I don’t know exactly when the idea gained prevalence. One thought is after 9/11. I don’t know I wasn’t thinking enough about it before then because I was a kid . But there’s a notion that the military and first responders are the same sort of thing. And that thing that they are a part of is this thin line of defense between good and evil. And I think spending some time on that is worth it if we care about police violence as a solvable problem.
First, the military is a thing that’s built for war. It is unique in that regard. And the people that serve in it generally spend a short time in it and leave. 85% are not lifers. Because healthy societies don’t have an abundance of people who love to go and fight wars and decide to do that forever. They have ones that will go for a little while because someone has to and the benefits make it worth their while. And if you start believing that these folks are directly protecting your way of life, you’ll tolerate some stupid wars and terrible behavior to that end. And if you expand that to law enforcement, some version of that problem persists.

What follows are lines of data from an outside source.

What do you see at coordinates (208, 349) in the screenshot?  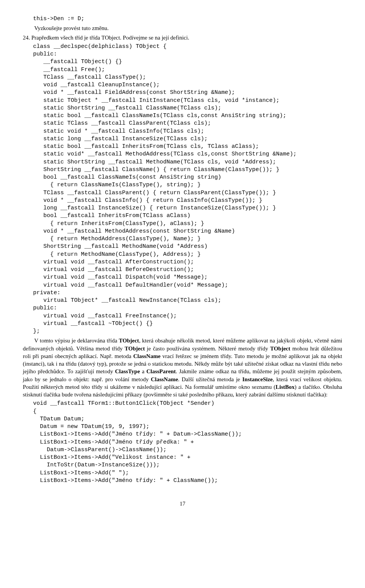 I see `p3-t4: je často používána systémem. Některé met…` at bounding box center [208, 349].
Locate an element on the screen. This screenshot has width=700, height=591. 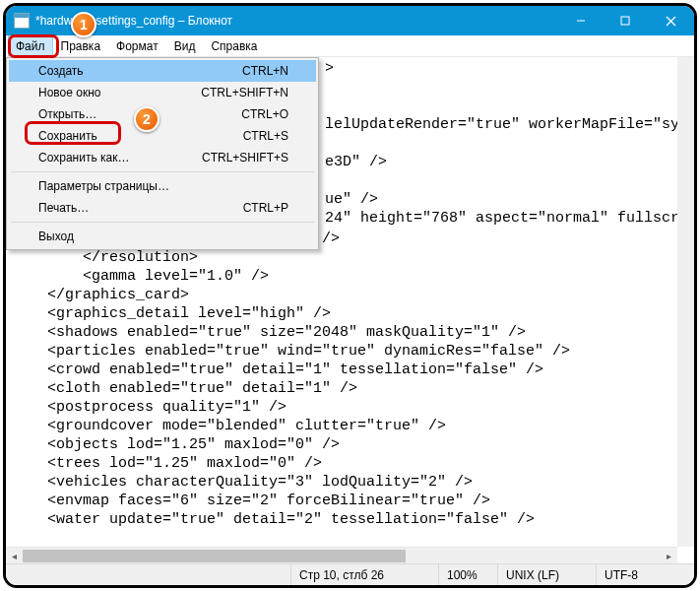
menu-item-open: Открыть… CTRL+O is located at coordinates (162, 114).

Police officers are not the military. They are not charged with making war on anyone. They are public servants that are here to enforce the laws. This is not an insult. This is a tremendous honor with which to be trusted. It demands the best of us. Our finest. And it’s one of the reasons there are amazing public servants doing that job everywhere. If we view law enforcement to be a thin line protecting good and evil, we can tolerate quite a many bad means to achieve that end. If we view law enforcement as servants of the public, to protect and serve, we can’t.
The thin line ideology doesn’t allow us to inherently view shooting an American dead in the street as a defect. And we should. Apolitically and forever.
There are many lines, some not so thin, that hold back the forces of good and evil. One of them is that we are not base function killers. And that we value life. And we view its premature end as a tragedy. In any circumstance.